Fifth, research institutes, especially those funded by the state, are often expected to be policy oriented. The Centre is not opposed to this view but it rejects a technocratic conception of policy in favour of a more socially engaged conception. It thinks of policy not as coming top-down but as maturing over a period of time, and emerging from a much larger discourse of which it is a part. Indeed, so are politicians and other political agents. All are important players in the whole process but then not the only ones. Furthermore, the Centre knows that enough can be apprehended about these only when the views and perceptions of the wise and learned people from every segment of society are taken into account. Wisdom often lies not with extraordinary but with ordinary people who live their lives thinking they are ignorant but in fact know a great deal. True, intellectuals can be ‘honest brokers of public reason’, but only if the scope of public arena where this reasoning takes place is widened by making it inclusive. Their voice, interests and views must count.
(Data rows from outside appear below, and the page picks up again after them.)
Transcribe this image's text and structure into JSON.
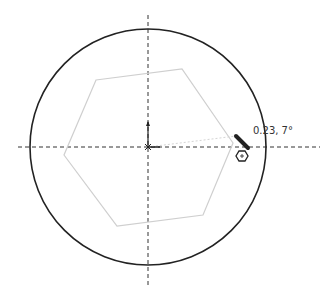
{
  "canvas": {
    "tooltip_label": "0.23, 7°",
    "circle": {
      "cx": 148,
      "cy": 147,
      "r": 118,
      "color": "#222222"
    },
    "polygon": {
      "points": "96,80 182,69 233,143 203,215 117,226 64,155",
      "color": "#cccccc"
    },
    "axes_color": "#333333",
    "cursor_icon": "pencil-icon",
    "snap_icon": "hexagon-snap-icon"
  }
}
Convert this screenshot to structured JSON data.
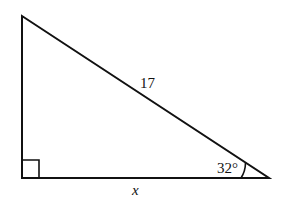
{
  "diagram": {
    "type": "right-triangle",
    "vertices": {
      "top": [
        22,
        16
      ],
      "right_angle": [
        22,
        178
      ],
      "acute": [
        269,
        178
      ]
    },
    "labels": {
      "hypotenuse": "17",
      "angle": "32°",
      "base": "x"
    },
    "right_angle_marker": true,
    "stroke_color": "#111111",
    "background_color": "#ffffff"
  }
}
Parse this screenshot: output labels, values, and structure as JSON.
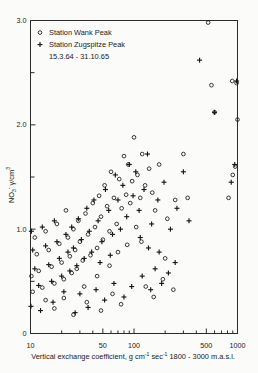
{
  "chart_data": {
    "type": "scatter",
    "title": "",
    "xlabel": "Vertical exchange coefficient, g cm⁻¹ sec⁻¹ 1800-3000 m.a.s.l.",
    "ylabel": "NO3⁻ γ/cm³",
    "xscale": "log",
    "xlim": [
      10,
      1000
    ],
    "ylim": [
      0,
      3.0
    ],
    "grid": false,
    "legend_position": "top-left",
    "x_ticks": [
      10,
      50,
      100,
      500,
      1000
    ],
    "x_tick_labels": [
      "10",
      "50",
      "100",
      "500",
      "1000"
    ],
    "x_minor_ticks": [
      20,
      30,
      40,
      60,
      70,
      80,
      90,
      200,
      300,
      400,
      600,
      700,
      800,
      900
    ],
    "y_ticks": [
      0,
      1.0,
      2.0,
      3.0
    ],
    "y_tick_labels": [
      "0",
      "1.0",
      "2.0",
      "3.0"
    ],
    "y_minor_ticks": [
      0.5,
      1.5,
      2.5
    ],
    "series": [
      {
        "name": "Station Wank Peak",
        "marker": "circle",
        "points": [
          [
            520,
            2.98
          ],
          [
            560,
            2.38
          ],
          [
            600,
            2.12
          ],
          [
            890,
            2.42
          ],
          [
            980,
            2.4
          ],
          [
            950,
            1.6
          ],
          [
            900,
            1.52
          ],
          [
            820,
            1.3
          ],
          [
            1000,
            2.05
          ],
          [
            300,
            1.72
          ],
          [
            330,
            1.3
          ],
          [
            250,
            1.28
          ],
          [
            210,
            1.1
          ],
          [
            175,
            1.62
          ],
          [
            150,
            1.35
          ],
          [
            160,
            1.18
          ],
          [
            140,
            1.58
          ],
          [
            128,
            1.42
          ],
          [
            120,
            1.72
          ],
          [
            115,
            1.3
          ],
          [
            108,
            1.52
          ],
          [
            100,
            1.88
          ],
          [
            96,
            1.46
          ],
          [
            92,
            1.25
          ],
          [
            88,
            1.62
          ],
          [
            84,
            1.33
          ],
          [
            80,
            1.7
          ],
          [
            76,
            1.2
          ],
          [
            72,
            1.48
          ],
          [
            68,
            1.05
          ],
          [
            64,
            1.3
          ],
          [
            60,
            1.55
          ],
          [
            58,
            0.98
          ],
          [
            55,
            1.22
          ],
          [
            52,
            1.42
          ],
          [
            50,
            0.9
          ],
          [
            48,
            1.12
          ],
          [
            46,
            1.32
          ],
          [
            44,
            0.82
          ],
          [
            42,
            1.02
          ],
          [
            40,
            1.25
          ],
          [
            38,
            0.75
          ],
          [
            36,
            0.95
          ],
          [
            34,
            1.15
          ],
          [
            32,
            0.7
          ],
          [
            30,
            0.88
          ],
          [
            29,
            1.08
          ],
          [
            28,
            0.62
          ],
          [
            27,
            0.8
          ],
          [
            26,
            1.0
          ],
          [
            25,
            0.58
          ],
          [
            24,
            0.74
          ],
          [
            23,
            0.92
          ],
          [
            22,
            1.18
          ],
          [
            21,
            0.52
          ],
          [
            20,
            0.68
          ],
          [
            19,
            0.86
          ],
          [
            18,
            1.05
          ],
          [
            17,
            0.48
          ],
          [
            16,
            0.64
          ],
          [
            15,
            0.8
          ],
          [
            14,
            0.98
          ],
          [
            13,
            0.44
          ],
          [
            12,
            0.6
          ],
          [
            11.5,
            0.76
          ],
          [
            11,
            0.92
          ],
          [
            10.5,
            0.4
          ],
          [
            10.2,
            0.55
          ],
          [
            35,
            0.3
          ],
          [
            48,
            0.22
          ],
          [
            62,
            0.38
          ],
          [
            75,
            0.28
          ],
          [
            130,
            0.45
          ],
          [
            155,
            0.35
          ],
          [
            190,
            0.52
          ],
          [
            240,
            0.42
          ],
          [
            17,
            0.24
          ],
          [
            21,
            0.34
          ],
          [
            26,
            0.18
          ],
          [
            14,
            0.32
          ],
          [
            105,
            1.02
          ],
          [
            118,
            0.88
          ],
          [
            86,
            0.85
          ],
          [
            70,
            0.78
          ],
          [
            58,
            0.65
          ],
          [
            44,
            0.55
          ],
          [
            33,
            0.45
          ],
          [
            200,
            0.72
          ]
        ]
      },
      {
        "name": "Station Zugspitze Peak",
        "marker": "plus",
        "points": [
          [
            430,
            2.62
          ],
          [
            600,
            2.12
          ],
          [
            980,
            2.42
          ],
          [
            940,
            1.62
          ],
          [
            870,
            1.45
          ],
          [
            300,
            1.55
          ],
          [
            340,
            1.08
          ],
          [
            260,
            1.2
          ],
          [
            225,
            1.0
          ],
          [
            195,
            1.45
          ],
          [
            170,
            1.28
          ],
          [
            148,
            1.05
          ],
          [
            135,
            1.72
          ],
          [
            125,
            1.38
          ],
          [
            112,
            1.18
          ],
          [
            104,
            1.55
          ],
          [
            98,
            1.32
          ],
          [
            90,
            1.62
          ],
          [
            85,
            1.12
          ],
          [
            78,
            1.42
          ],
          [
            74,
            1.0
          ],
          [
            70,
            1.28
          ],
          [
            66,
            1.52
          ],
          [
            62,
            0.95
          ],
          [
            57,
            1.18
          ],
          [
            53,
            1.38
          ],
          [
            49,
            0.88
          ],
          [
            45,
            1.08
          ],
          [
            41,
            1.28
          ],
          [
            39,
            0.78
          ],
          [
            37,
            0.98
          ],
          [
            35,
            1.2
          ],
          [
            33,
            0.72
          ],
          [
            31,
            0.9
          ],
          [
            29,
            1.1
          ],
          [
            28,
            0.65
          ],
          [
            26,
            0.82
          ],
          [
            25,
            1.02
          ],
          [
            24,
            0.6
          ],
          [
            23,
            0.78
          ],
          [
            22,
            0.95
          ],
          [
            20,
            0.55
          ],
          [
            19,
            0.72
          ],
          [
            18,
            0.88
          ],
          [
            17,
            1.08
          ],
          [
            16,
            0.5
          ],
          [
            15,
            0.66
          ],
          [
            14,
            0.84
          ],
          [
            13,
            1.02
          ],
          [
            12,
            0.46
          ],
          [
            11,
            0.62
          ],
          [
            10.5,
            0.8
          ],
          [
            10.2,
            0.98
          ],
          [
            10.1,
            0.26
          ],
          [
            160,
            0.62
          ],
          [
            185,
            0.48
          ],
          [
            215,
            0.58
          ],
          [
            145,
            0.42
          ],
          [
            120,
            0.55
          ],
          [
            95,
            0.45
          ],
          [
            80,
            0.35
          ],
          [
            64,
            0.48
          ],
          [
            52,
            0.32
          ],
          [
            43,
            0.42
          ],
          [
            36,
            0.25
          ],
          [
            30,
            0.38
          ],
          [
            27,
            0.2
          ],
          [
            21,
            0.4
          ],
          [
            16.5,
            0.3
          ],
          [
            12.5,
            0.22
          ],
          [
            115,
            0.92
          ],
          [
            138,
            0.82
          ],
          [
            175,
            0.78
          ],
          [
            250,
            0.68
          ],
          [
            47,
            0.68
          ],
          [
            59,
            0.75
          ]
        ]
      }
    ],
    "annotation": "15.3.64 - 31.10.65"
  },
  "legend": {
    "entry1": "Station Wank Peak",
    "entry2": "Station Zugspitze Peak",
    "daterange": "15.3.64 - 31.10.65"
  },
  "axis": {
    "y_label_main": "NO",
    "y_label_sub": "3",
    "y_label_sup": "-",
    "y_label_unit": "γ/cm",
    "y_label_unit_sup": "3",
    "x_label_p1": "Vertical exchange coefficient, g cm",
    "x_label_s1": "-1",
    "x_label_p2": " sec",
    "x_label_s2": "-1",
    "x_label_p3": "1800 - 3000 m.a.s.l."
  }
}
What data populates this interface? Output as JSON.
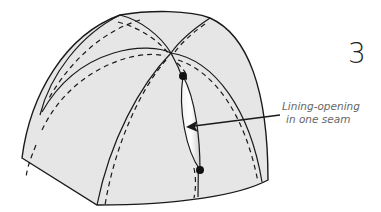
{
  "figure": {
    "step_number": "3",
    "annotation": {
      "line1": "Lining-opening",
      "line2": "in one seam"
    },
    "colors": {
      "fill": "#e6e6e6",
      "stroke": "#1a1a1a",
      "text": "#666666",
      "opening_light": "#ffffff"
    },
    "elements": [
      "dome",
      "seams",
      "stitch-lines",
      "lining-opening",
      "end-dots",
      "leader-arrow"
    ]
  }
}
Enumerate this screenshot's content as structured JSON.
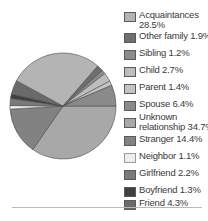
{
  "chart_data": {
    "type": "pie",
    "title": "",
    "start_angle_deg": 0,
    "direction": "clockwise",
    "legend_position": "right",
    "slices": [
      {
        "name": "Acquaintances",
        "value": 28.5,
        "color": "#b4b4b4"
      },
      {
        "name": "Other family",
        "value": 1.9,
        "color": "#6e6e6e"
      },
      {
        "name": "Sibling",
        "value": 1.2,
        "color": "#8c8c8c"
      },
      {
        "name": "Child",
        "value": 2.7,
        "color": "#bdbdbd"
      },
      {
        "name": "Parent",
        "value": 1.4,
        "color": "#c4c4c4"
      },
      {
        "name": "Spouse",
        "value": 6.4,
        "color": "#8a8a8a"
      },
      {
        "name": "Unknown relationship",
        "value": 34.7,
        "color": "#a8a8a8"
      },
      {
        "name": "Stranger",
        "value": 14.4,
        "color": "#828282"
      },
      {
        "name": "Neighbor",
        "value": 1.1,
        "color": "#ededed"
      },
      {
        "name": "Girlfriend",
        "value": 2.2,
        "color": "#7a7a7a"
      },
      {
        "name": "Boyfriend",
        "value": 1.3,
        "color": "#3f3f3f"
      },
      {
        "name": "Friend",
        "value": 4.3,
        "color": "#6a6a6a"
      }
    ],
    "draw_order": [
      "Unknown relationship",
      "Stranger",
      "Neighbor",
      "Girlfriend",
      "Boyfriend",
      "Friend",
      "Acquaintances",
      "Other family",
      "Sibling",
      "Child",
      "Parent",
      "Spouse"
    ]
  },
  "legend": [
    {
      "line1": "Acquaintances",
      "line2": "28.5%"
    },
    {
      "line1": "Other family 1.9%",
      "line2": ""
    },
    {
      "line1": "Sibling 1.2%",
      "line2": ""
    },
    {
      "line1": "Child 2.7%",
      "line2": ""
    },
    {
      "line1": "Parent 1.4%",
      "line2": ""
    },
    {
      "line1": "Spouse 6.4%",
      "line2": ""
    },
    {
      "line1": "Unknown",
      "line2": "relationship 34.7%"
    },
    {
      "line1": "Stranger 14.4%",
      "line2": ""
    },
    {
      "line1": "Neighbor 1.1%",
      "line2": ""
    },
    {
      "line1": "Girlfriend 2.2%",
      "line2": ""
    },
    {
      "line1": "Boyfriend 1.3%",
      "line2": ""
    },
    {
      "line1": "Friend 4.3%",
      "line2": ""
    }
  ]
}
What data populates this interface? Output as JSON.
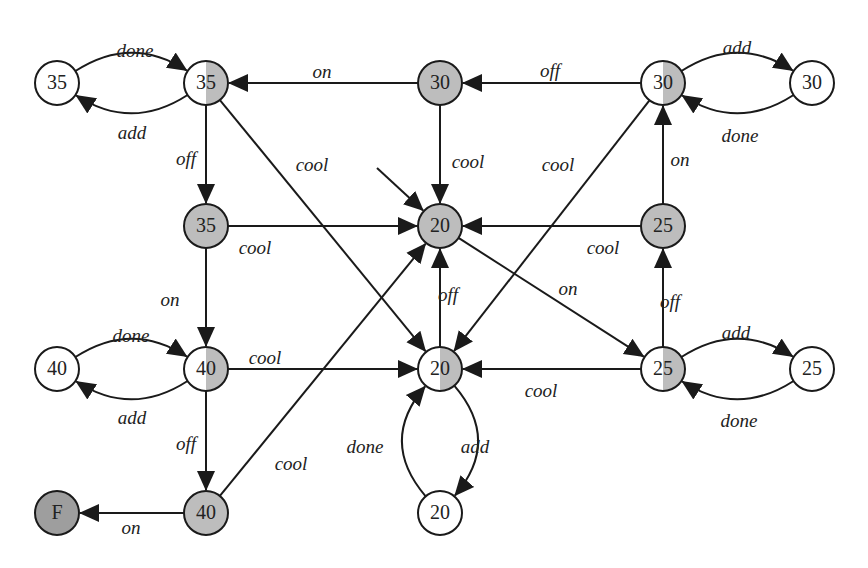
{
  "colors": {
    "white": "#ffffff",
    "shaded": "#bdbdbd",
    "final": "#9e9e9e",
    "stroke": "#1a1a1a"
  },
  "nodes": [
    {
      "id": "n35a",
      "label": "35",
      "x": 57,
      "y": 83,
      "fill": "white"
    },
    {
      "id": "n35b",
      "label": "35",
      "x": 206,
      "y": 83,
      "fill": "half"
    },
    {
      "id": "n30a",
      "label": "30",
      "x": 440,
      "y": 83,
      "fill": "shaded"
    },
    {
      "id": "n30b",
      "label": "30",
      "x": 663,
      "y": 83,
      "fill": "half"
    },
    {
      "id": "n30c",
      "label": "30",
      "x": 812,
      "y": 83,
      "fill": "white"
    },
    {
      "id": "n35c",
      "label": "35",
      "x": 206,
      "y": 226,
      "fill": "shaded"
    },
    {
      "id": "n20a",
      "label": "20",
      "x": 440,
      "y": 226,
      "fill": "shaded"
    },
    {
      "id": "n25a",
      "label": "25",
      "x": 663,
      "y": 226,
      "fill": "shaded"
    },
    {
      "id": "n40a",
      "label": "40",
      "x": 57,
      "y": 369,
      "fill": "white"
    },
    {
      "id": "n40b",
      "label": "40",
      "x": 206,
      "y": 369,
      "fill": "half"
    },
    {
      "id": "n20b",
      "label": "20",
      "x": 440,
      "y": 369,
      "fill": "half"
    },
    {
      "id": "n25b",
      "label": "25",
      "x": 663,
      "y": 369,
      "fill": "half"
    },
    {
      "id": "n25c",
      "label": "25",
      "x": 812,
      "y": 369,
      "fill": "white"
    },
    {
      "id": "nF",
      "label": "F",
      "x": 57,
      "y": 513,
      "fill": "final"
    },
    {
      "id": "n40c",
      "label": "40",
      "x": 206,
      "y": 513,
      "fill": "shaded"
    },
    {
      "id": "n20c",
      "label": "20",
      "x": 440,
      "y": 513,
      "fill": "white"
    }
  ],
  "edges": [
    {
      "from": "n35a",
      "to": "n35b",
      "label": "done",
      "curve": -22,
      "lx": 135,
      "ly": 53
    },
    {
      "from": "n35b",
      "to": "n35a",
      "label": "add",
      "curve": -22,
      "lx": 132,
      "ly": 135
    },
    {
      "from": "n30a",
      "to": "n35b",
      "label": "on",
      "curve": 0,
      "lx": 322,
      "ly": 74
    },
    {
      "from": "n30b",
      "to": "n30a",
      "label": "off",
      "curve": 0,
      "lx": 550,
      "ly": 73
    },
    {
      "from": "n30b",
      "to": "n30c",
      "label": "add",
      "curve": -22,
      "lx": 737,
      "ly": 50
    },
    {
      "from": "n30c",
      "to": "n30b",
      "label": "done",
      "curve": -22,
      "lx": 740,
      "ly": 138
    },
    {
      "from": "n35b",
      "to": "n35c",
      "label": "off",
      "curve": 0,
      "lx": 186,
      "ly": 161
    },
    {
      "from": "n35b",
      "to": "n20b",
      "label": "cool",
      "curve": 0,
      "lx": 312,
      "ly": 167
    },
    {
      "from": "n30a",
      "to": "n20a",
      "label": "cool",
      "curve": 0,
      "lx": 468,
      "ly": 164
    },
    {
      "from": "n30b",
      "to": "n20b",
      "label": "cool",
      "curve": 0,
      "lx": 558,
      "ly": 167
    },
    {
      "from": "n25a",
      "to": "n30b",
      "label": "on",
      "curve": 0,
      "lx": 680,
      "ly": 162
    },
    {
      "from": "n35c",
      "to": "n20a",
      "label": "cool",
      "curve": 0,
      "lx": 255,
      "ly": 250
    },
    {
      "from": "n25a",
      "to": "n20a",
      "label": "cool",
      "curve": 0,
      "lx": 603,
      "ly": 250
    },
    {
      "from": "n35c",
      "to": "n40b",
      "label": "on",
      "curve": 0,
      "lx": 170,
      "ly": 302
    },
    {
      "from": "n20b",
      "to": "n20a",
      "label": "off",
      "curve": 0,
      "lx": 448,
      "ly": 297
    },
    {
      "from": "n20a",
      "to": "n25b",
      "label": "on",
      "curve": 0,
      "lx": 568,
      "ly": 291
    },
    {
      "from": "n25b",
      "to": "n25a",
      "label": "off",
      "curve": 0,
      "lx": 670,
      "ly": 304
    },
    {
      "from": "n40a",
      "to": "n40b",
      "label": "done",
      "curve": -22,
      "lx": 131,
      "ly": 338
    },
    {
      "from": "n40b",
      "to": "n40a",
      "label": "add",
      "curve": -22,
      "lx": 132,
      "ly": 420
    },
    {
      "from": "n40b",
      "to": "n20b",
      "label": "cool",
      "curve": 0,
      "lx": 265,
      "ly": 360
    },
    {
      "from": "n25b",
      "to": "n20b",
      "label": "cool",
      "curve": 0,
      "lx": 541,
      "ly": 393
    },
    {
      "from": "n25b",
      "to": "n25c",
      "label": "add",
      "curve": -22,
      "lx": 736,
      "ly": 335
    },
    {
      "from": "n25c",
      "to": "n25b",
      "label": "done",
      "curve": -22,
      "lx": 739,
      "ly": 423
    },
    {
      "from": "n40b",
      "to": "n40c",
      "label": "off",
      "curve": 0,
      "lx": 186,
      "ly": 446
    },
    {
      "from": "n40c",
      "to": "n20a",
      "label": "cool",
      "curve": 0,
      "lx": 291,
      "ly": 466
    },
    {
      "from": "n40c",
      "to": "nF",
      "label": "on",
      "curve": 0,
      "lx": 131,
      "ly": 530
    },
    {
      "from": "n20c",
      "to": "n20b",
      "label": "done",
      "curve": -28,
      "lx": 365,
      "ly": 449
    },
    {
      "from": "n20b",
      "to": "n20c",
      "label": "add",
      "curve": -28,
      "lx": 475,
      "ly": 449
    }
  ],
  "initial_arrow": {
    "to": "n20a",
    "x1": 377,
    "y1": 168
  }
}
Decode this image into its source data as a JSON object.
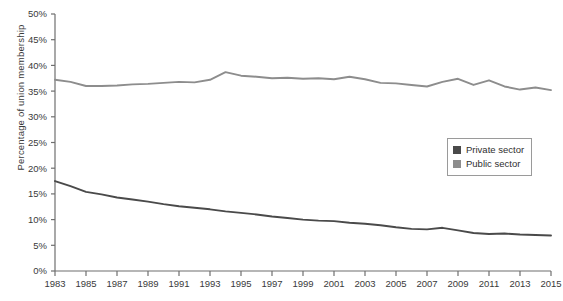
{
  "chart_data": {
    "type": "line",
    "title": "",
    "subtitle": "",
    "xlabel": "",
    "ylabel": "Percentage of union membership",
    "xlim": [
      1983,
      2015
    ],
    "ylim": [
      0,
      50
    ],
    "grid": false,
    "legend_position": "right-middle",
    "y_tick_labels": [
      "0%",
      "5%",
      "10%",
      "15%",
      "20%",
      "25%",
      "30%",
      "35%",
      "40%",
      "45%",
      "50%"
    ],
    "y_tick_values": [
      0,
      5,
      10,
      15,
      20,
      25,
      30,
      35,
      40,
      45,
      50
    ],
    "x_tick_labels": [
      "1983",
      "1985",
      "1987",
      "1989",
      "1991",
      "1993",
      "1995",
      "1997",
      "1999",
      "2001",
      "2003",
      "2005",
      "2007",
      "2009",
      "2011",
      "2013",
      "2015"
    ],
    "x_tick_values": [
      1983,
      1985,
      1987,
      1989,
      1991,
      1993,
      1995,
      1997,
      1999,
      2001,
      2003,
      2005,
      2007,
      2009,
      2011,
      2013,
      2015
    ],
    "x": [
      1983,
      1984,
      1985,
      1986,
      1987,
      1988,
      1989,
      1990,
      1991,
      1992,
      1993,
      1994,
      1995,
      1996,
      1997,
      1998,
      1999,
      2000,
      2001,
      2002,
      2003,
      2004,
      2005,
      2006,
      2007,
      2008,
      2009,
      2010,
      2011,
      2012,
      2013,
      2014,
      2015
    ],
    "series": [
      {
        "name": "Private sector",
        "color": "#4a4a4a",
        "values": [
          17.5,
          16.5,
          15.4,
          14.9,
          14.3,
          13.9,
          13.5,
          13.0,
          12.6,
          12.3,
          12.0,
          11.6,
          11.3,
          11.0,
          10.6,
          10.3,
          10.0,
          9.8,
          9.7,
          9.4,
          9.2,
          8.9,
          8.5,
          8.2,
          8.1,
          8.4,
          7.9,
          7.4,
          7.2,
          7.3,
          7.1,
          7.0,
          6.9
        ]
      },
      {
        "name": "Public sector",
        "color": "#8d8d8d",
        "values": [
          37.2,
          36.8,
          36.0,
          36.0,
          36.1,
          36.3,
          36.4,
          36.6,
          36.8,
          36.7,
          37.2,
          38.7,
          38.0,
          37.8,
          37.5,
          37.6,
          37.4,
          37.5,
          37.3,
          37.8,
          37.3,
          36.6,
          36.5,
          36.2,
          35.9,
          36.8,
          37.4,
          36.2,
          37.1,
          35.9,
          35.3,
          35.7,
          35.2
        ]
      }
    ]
  },
  "legend": {
    "items": [
      {
        "label": "Private sector",
        "color": "#4a4a4a"
      },
      {
        "label": "Public sector",
        "color": "#8d8d8d"
      }
    ]
  }
}
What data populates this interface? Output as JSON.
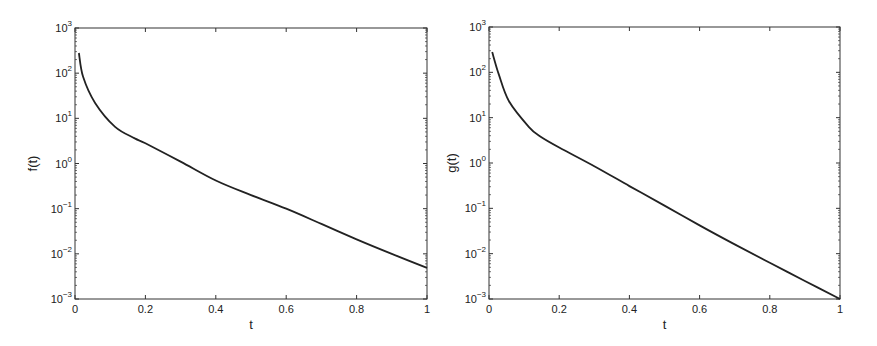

A sixth and final issue is one on which clarity is harder to achieve. What is the core identity of CSDS? What kind of an institution is it? Given that its primary activity is research and scholarship, what is its relationship to politics? How strongly political can it be? Obviously, individual scholars have political sympathies, sometimes distinct, at other times fairly amorphous. Nothing unusual about this. Conceivably, a few might even have party affiliation. This is their individual right. But qua institution, CSDS cannot have a singular or narrow political identity, at least not in so-called ‘normal times’.
But matters are rarely this simple. The line between social science research and politics is not always easy to draw and between direct political advocacy and indirect, research-mediated advocacy, perhaps even harder. Some members may blur the distinction more frequently, pushing the Centre further and further towards direct advocacy. This can cause some anxiety in an institution. My own view is that this is just about ok so long as they view direct advocacy as an activist moment in a three-stage intellectual process that starts with deeply reflective background understanding and ends with a superior grasp of both the previous moments.
It would be fair to say that current consensus in the Centre on such issues is this: CSDS is an open, vibrant, public space. It values civic engagement and remains connected to the broader politics of civil society and state institutions. But it is not just any other public space. The Centre has a distinct academic character. Our collective self-understanding is that we are a community of researchers committed to shaping significant public and academic debates within India and abroad. Though all of us do not claim to be public intellectuals, each takes seriously the responsibility to link research to the broader effort of enhancing the quality of collective life, especially in India.
Institutions in India often fail to retain the fundamental vision that first animated them. They begin to flounder with the departure of their founders. They neither die nor survive, existing endlessly in limbo. It is thus a remarkable achievement that CSDS continues to live with profound purpose in its 50th year.